Well why not do what you`re good at?
plus I don`t think many people buy newspapers any more....
few years ago : news paper round
today : updating a blog each morning.
It is 2013, you need to move with the times.....
plus 10$ per partner is alot more than I`d get anywhere else...
You're young, I can't expect you to understand because you're still in school.
This 'I'll make my living online' mantra is teaching kids very lazy habits. Nobody wants to go out there and get life experience, they want to sit on their computer, playing video games or talking nonsense at a camera or fiddling around in Photoshop and get paid a living for it.
YouTube, at least in its current state, will not last forever and neither will all the YT channels/careers that currently exist. To think that this is a life-long career option, or that you'll just fall into a graphic design/video game/filmmaking job without relevant ACTUAL experience or a qualification, is ignorant.
And what then? Let's say at 13, you start 'being a youtuber' for a living. That's all you ever do because hey, it pays the bills, right? Great.
Then YT goes bankrupt or sells out and disappears by the time you hit 30. Then what? You're left without experience, without a job, and back to square one. At 30 years old. And believe me, once you get past 25, employers start picking and choosing younger people over you. I've seen it happen. Most of the people running offices and companies these days are all really young, straight out of a redbrick uni.
Obviously that's just a hypothetical situation, but to rely on an internet wage or internet success without trying to get out there in the 'real world' is a very bad idea. Times are changing. Computers are everywhere, and so is the internet. But some folks need to wake up, and grow up.
Always have a fallback plan. Be it a job, a college education or even a bit of experience volunteering to put on a CV, it's sensible. Relying solely on a life of online earning is not.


TASK: Could you set down the records below exactly as they are, with no pictures?

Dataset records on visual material
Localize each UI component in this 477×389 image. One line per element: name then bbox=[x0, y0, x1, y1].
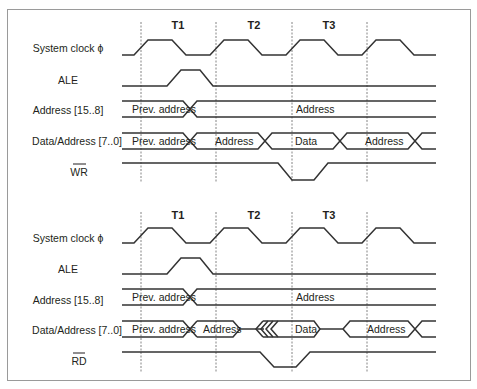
wr-waveform bbox=[122, 163, 436, 180]
write-cycle-diagram: T1 T2 T3 System clock ϕ ALE Address [15.… bbox=[32, 19, 436, 183]
period-label-t2: T2 bbox=[248, 209, 261, 221]
bus-value: Data bbox=[295, 135, 317, 147]
period-label-t2: T2 bbox=[248, 19, 261, 31]
bus-value: Address bbox=[365, 135, 404, 147]
signal-label-wr: WR bbox=[70, 166, 88, 178]
period-label-t1: T1 bbox=[172, 19, 185, 31]
bus-value: Prev. address bbox=[132, 291, 196, 303]
bus-value: Prev. address bbox=[132, 323, 196, 335]
bus-value: Address bbox=[367, 323, 406, 335]
rd-waveform bbox=[122, 352, 436, 367]
signal-label-data-address-low: Data/Address [7..0] bbox=[32, 324, 122, 336]
bus-value: Address bbox=[203, 323, 242, 335]
signal-label-clock: System clock ϕ bbox=[33, 232, 104, 244]
signal-label-ale: ALE bbox=[58, 74, 78, 86]
bus-value: Prev. address bbox=[132, 135, 196, 147]
bus-value: Address bbox=[215, 135, 254, 147]
signal-label-clock: System clock ϕ bbox=[33, 42, 104, 54]
signal-label-ale: ALE bbox=[58, 263, 78, 275]
bus-value: Address bbox=[296, 103, 335, 115]
ale-waveform bbox=[122, 70, 436, 86]
ale-waveform bbox=[122, 258, 436, 274]
signal-label-address-high: Address [15..8] bbox=[33, 294, 104, 306]
bus-value: Data bbox=[295, 323, 317, 335]
clock-waveform bbox=[122, 228, 436, 243]
clock-waveform bbox=[122, 40, 436, 55]
timing-diagrams: T1 T2 T3 System clock ϕ ALE Address [15.… bbox=[0, 0, 477, 389]
bus-value: Address bbox=[296, 291, 335, 303]
signal-label-rd: RD bbox=[71, 355, 87, 367]
read-cycle-diagram: T1 T2 T3 System clock ϕ ALE Address [15.… bbox=[32, 209, 436, 373]
bus-value: Prev. address bbox=[132, 103, 196, 115]
signal-label-address-high: Address [15..8] bbox=[33, 104, 104, 116]
period-label-t1: T1 bbox=[172, 209, 185, 221]
period-label-t3: T3 bbox=[323, 209, 336, 221]
signal-label-data-address-low: Data/Address [7..0] bbox=[32, 135, 122, 147]
period-label-t3: T3 bbox=[323, 19, 336, 31]
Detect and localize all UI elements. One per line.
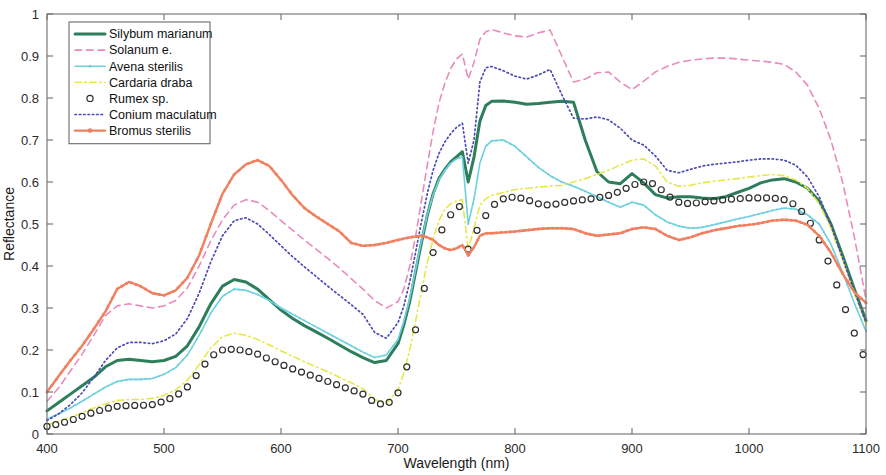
data-marker <box>70 417 76 423</box>
data-marker <box>575 186 577 188</box>
data-marker <box>720 222 722 224</box>
data-marker <box>701 226 703 228</box>
data-marker <box>733 225 736 228</box>
data-marker <box>325 379 331 385</box>
data-marker <box>78 347 81 350</box>
data-marker <box>130 378 132 380</box>
data-marker <box>346 342 348 344</box>
data-marker <box>397 238 400 241</box>
data-marker <box>177 286 180 289</box>
data-marker <box>97 390 99 392</box>
data-marker <box>331 226 334 229</box>
data-marker <box>650 210 652 212</box>
data-marker <box>719 228 722 231</box>
legend[interactable]: Silybum marianumSolanum e.Avena sterilis… <box>69 22 217 144</box>
data-marker <box>439 244 442 247</box>
data-marker <box>776 219 779 222</box>
data-marker <box>345 237 348 240</box>
data-marker <box>252 292 254 294</box>
data-marker <box>843 307 849 313</box>
data-marker <box>191 346 193 348</box>
x-tick-label: 1100 <box>852 441 880 456</box>
data-marker <box>289 191 292 194</box>
data-marker <box>739 217 741 219</box>
data-marker <box>855 293 858 296</box>
data-marker <box>251 160 254 163</box>
data-marker <box>518 230 521 233</box>
data-marker <box>425 219 427 221</box>
x-tick-label: 500 <box>153 441 175 456</box>
data-marker <box>392 345 394 347</box>
data-marker <box>673 223 675 225</box>
data-marker <box>105 405 111 411</box>
data-marker <box>584 232 587 235</box>
series-4 <box>44 179 866 429</box>
data-marker <box>678 225 680 227</box>
data-marker <box>631 201 633 203</box>
data-marker <box>860 297 863 300</box>
data-marker <box>532 228 535 231</box>
data-marker <box>463 169 465 171</box>
data-marker <box>351 388 357 394</box>
data-marker <box>186 354 188 356</box>
data-marker <box>289 312 291 314</box>
data-marker <box>500 139 502 141</box>
data-marker <box>504 231 507 234</box>
data-marker <box>486 144 488 146</box>
data-marker <box>523 154 525 156</box>
data-marker <box>74 404 76 406</box>
legend-label: Cardaria draba <box>109 76 192 90</box>
data-marker <box>808 226 811 229</box>
legend-label: Rumex sp. <box>109 92 169 106</box>
data-marker <box>570 184 572 186</box>
data-marker <box>360 391 366 397</box>
data-marker <box>153 292 156 295</box>
data-marker <box>471 247 474 250</box>
data-marker <box>757 222 760 225</box>
data-marker <box>429 237 432 240</box>
data-marker <box>247 290 249 292</box>
data-marker <box>693 200 699 206</box>
data-marker <box>673 237 676 240</box>
data-marker <box>205 321 207 323</box>
data-marker <box>626 229 629 232</box>
data-marker <box>144 378 146 380</box>
data-marker <box>448 212 454 218</box>
data-marker <box>729 226 732 229</box>
series-0 <box>47 101 866 411</box>
data-marker <box>125 282 128 285</box>
data-marker <box>246 349 252 355</box>
data-marker <box>659 217 661 219</box>
data-marker <box>79 413 85 419</box>
x-tick-label: 900 <box>621 441 643 456</box>
data-marker <box>377 401 383 407</box>
data-marker <box>202 361 208 367</box>
data-marker <box>88 396 90 398</box>
x-tick-label: 1000 <box>735 441 764 456</box>
data-marker <box>191 267 194 270</box>
data-marker <box>316 375 322 381</box>
data-marker <box>632 182 638 188</box>
y-tick-label: 0.2 <box>21 343 39 358</box>
data-marker <box>692 227 694 229</box>
data-marker <box>196 338 198 340</box>
data-marker <box>144 288 147 291</box>
data-marker <box>378 243 381 246</box>
data-marker <box>444 169 446 171</box>
data-marker <box>93 393 95 395</box>
data-marker <box>785 218 788 221</box>
data-marker <box>495 140 497 142</box>
y-tick-label: 0 <box>32 427 39 442</box>
data-marker <box>574 228 577 231</box>
data-marker <box>350 345 352 347</box>
data-marker <box>616 232 619 235</box>
data-marker <box>317 327 319 329</box>
legend-marker <box>88 128 93 133</box>
legend-label: Conium maculatum <box>109 108 217 122</box>
data-marker <box>456 204 462 210</box>
data-marker <box>64 365 67 368</box>
data-marker <box>416 263 418 265</box>
data-marker <box>458 157 460 159</box>
chart-canvas: 4005006007008009001000110000.10.20.30.40… <box>0 0 886 475</box>
data-marker <box>114 403 120 409</box>
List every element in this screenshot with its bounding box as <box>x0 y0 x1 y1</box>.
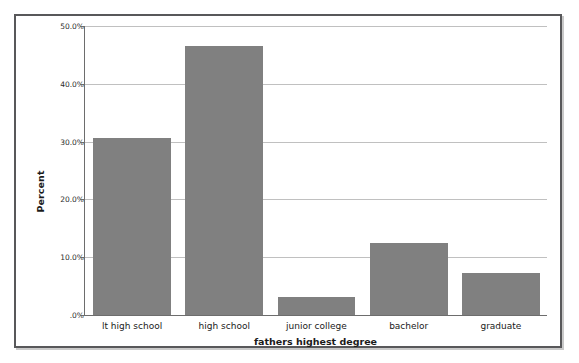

RESPONSE FOR THIS EXERCISE:
Localize each UI component in this 477×389 image. One line per element: name then bbox=[x0, y0, x1, y1].
wr-waveform bbox=[122, 163, 436, 180]
write-cycle-diagram: T1 T2 T3 System clock ϕ ALE Address [15.… bbox=[32, 19, 436, 183]
period-label-t2: T2 bbox=[248, 209, 261, 221]
bus-value: Data bbox=[295, 135, 317, 147]
period-label-t2: T2 bbox=[248, 19, 261, 31]
bus-value: Address bbox=[365, 135, 404, 147]
signal-label-wr: WR bbox=[70, 166, 88, 178]
period-label-t1: T1 bbox=[172, 19, 185, 31]
bus-value: Prev. address bbox=[132, 291, 196, 303]
bus-value: Prev. address bbox=[132, 323, 196, 335]
bus-value: Address bbox=[367, 323, 406, 335]
rd-waveform bbox=[122, 352, 436, 367]
signal-label-data-address-low: Data/Address [7..0] bbox=[32, 324, 122, 336]
bus-value: Address bbox=[203, 323, 242, 335]
signal-label-clock: System clock ϕ bbox=[33, 232, 104, 244]
signal-label-ale: ALE bbox=[58, 74, 78, 86]
bus-value: Prev. address bbox=[132, 135, 196, 147]
bus-value: Address bbox=[215, 135, 254, 147]
signal-label-clock: System clock ϕ bbox=[33, 42, 104, 54]
signal-label-ale: ALE bbox=[58, 263, 78, 275]
bus-value: Address bbox=[296, 103, 335, 115]
ale-waveform bbox=[122, 70, 436, 86]
ale-waveform bbox=[122, 258, 436, 274]
signal-label-address-high: Address [15..8] bbox=[33, 294, 104, 306]
bus-value: Data bbox=[295, 323, 317, 335]
clock-waveform bbox=[122, 228, 436, 243]
clock-waveform bbox=[122, 40, 436, 55]
timing-diagrams: T1 T2 T3 System clock ϕ ALE Address [15.… bbox=[0, 0, 477, 389]
bus-value: Address bbox=[296, 291, 335, 303]
signal-label-rd: RD bbox=[71, 355, 87, 367]
read-cycle-diagram: T1 T2 T3 System clock ϕ ALE Address [15.… bbox=[32, 209, 436, 373]
bus-value: Prev. address bbox=[132, 103, 196, 115]
signal-label-address-high: Address [15..8] bbox=[33, 104, 104, 116]
period-label-t1: T1 bbox=[172, 209, 185, 221]
period-label-t3: T3 bbox=[323, 209, 336, 221]
signal-label-data-address-low: Data/Address [7..0] bbox=[32, 135, 122, 147]
period-label-t3: T3 bbox=[323, 19, 336, 31]
Detect and localize all UI elements. One per line.
data-marker <box>70 417 76 423</box>
data-marker <box>575 186 577 188</box>
data-marker <box>720 222 722 224</box>
data-marker <box>701 226 703 228</box>
data-marker <box>733 225 736 228</box>
data-marker <box>325 379 331 385</box>
data-marker <box>78 347 81 350</box>
data-marker <box>130 378 132 380</box>
data-marker <box>346 342 348 344</box>
data-marker <box>397 238 400 241</box>
data-marker <box>177 286 180 289</box>
data-marker <box>97 390 99 392</box>
data-marker <box>331 226 334 229</box>
data-marker <box>650 210 652 212</box>
data-marker <box>719 228 722 231</box>
legend[interactable]: Silybum marianumSolanum e.Avena sterilis… <box>69 22 217 144</box>
data-marker <box>439 244 442 247</box>
data-marker <box>776 219 779 222</box>
data-marker <box>345 237 348 240</box>
data-marker <box>252 292 254 294</box>
data-marker <box>843 307 849 313</box>
data-marker <box>191 346 193 348</box>
x-tick-label: 1100 <box>852 441 880 456</box>
data-marker <box>289 191 292 194</box>
data-marker <box>739 217 741 219</box>
data-marker <box>855 293 858 296</box>
data-marker <box>251 160 254 163</box>
data-marker <box>518 230 521 233</box>
data-marker <box>425 219 427 221</box>
x-tick-label: 500 <box>153 441 175 456</box>
data-marker <box>392 345 394 347</box>
data-marker <box>673 223 675 225</box>
data-marker <box>105 405 111 411</box>
data-marker <box>584 232 587 235</box>
series-4 <box>44 179 866 429</box>
data-marker <box>678 225 680 227</box>
data-marker <box>631 201 633 203</box>
data-marker <box>860 297 863 300</box>
data-marker <box>532 228 535 231</box>
data-marker <box>463 169 465 171</box>
data-marker <box>351 388 357 394</box>
data-marker <box>186 354 188 356</box>
data-marker <box>289 312 291 314</box>
data-marker <box>500 139 502 141</box>
data-marker <box>504 231 507 234</box>
data-marker <box>486 144 488 146</box>
data-marker <box>523 154 525 156</box>
data-marker <box>74 404 76 406</box>
legend-label: Cardaria draba <box>109 76 192 90</box>
data-marker <box>808 226 811 229</box>
legend-label: Rumex sp. <box>109 92 169 106</box>
data-marker <box>570 184 572 186</box>
data-marker <box>360 391 366 397</box>
data-marker <box>153 292 156 295</box>
data-marker <box>471 247 474 250</box>
data-marker <box>757 222 760 225</box>
data-marker <box>429 237 432 240</box>
data-marker <box>247 290 249 292</box>
data-marker <box>693 200 699 206</box>
data-marker <box>673 237 676 240</box>
data-marker <box>205 321 207 323</box>
data-marker <box>626 229 629 232</box>
data-marker <box>144 378 146 380</box>
data-marker <box>448 212 454 218</box>
data-marker <box>729 226 732 229</box>
series-0 <box>47 101 866 411</box>
data-marker <box>125 282 128 285</box>
data-marker <box>246 349 252 355</box>
data-marker <box>659 217 661 219</box>
data-marker <box>79 413 85 419</box>
x-tick-label: 900 <box>621 441 643 456</box>
data-marker <box>377 401 383 407</box>
data-marker <box>202 361 208 367</box>
data-marker <box>88 396 90 398</box>
x-tick-label: 1000 <box>735 441 764 456</box>
data-marker <box>191 267 194 270</box>
data-marker <box>316 375 322 381</box>
data-marker <box>632 182 638 188</box>
y-tick-label: 0.2 <box>21 343 39 358</box>
data-marker <box>692 227 694 229</box>
data-marker <box>196 338 198 340</box>
data-marker <box>144 288 147 291</box>
data-marker <box>378 243 381 246</box>
data-marker <box>444 169 446 171</box>
data-marker <box>93 393 95 395</box>
data-marker <box>785 218 788 221</box>
data-marker <box>495 140 497 142</box>
y-tick-label: 0 <box>32 427 39 442</box>
data-marker <box>574 228 577 231</box>
data-marker <box>350 345 352 347</box>
data-marker <box>616 232 619 235</box>
data-marker <box>317 327 319 329</box>
legend-marker <box>88 128 93 133</box>
legend-label: Conium maculatum <box>109 108 217 122</box>
data-marker <box>456 204 462 210</box>
data-marker <box>64 365 67 368</box>
data-marker <box>416 263 418 265</box>
data-marker <box>458 157 460 159</box>
chart-canvas: 4005006007008009001000110000.10.20.30.40… <box>0 0 886 475</box>
data-marker <box>114 403 120 409</box>
List every element in this screenshot with its bounding box as <box>x0 y0 x1 y1</box>.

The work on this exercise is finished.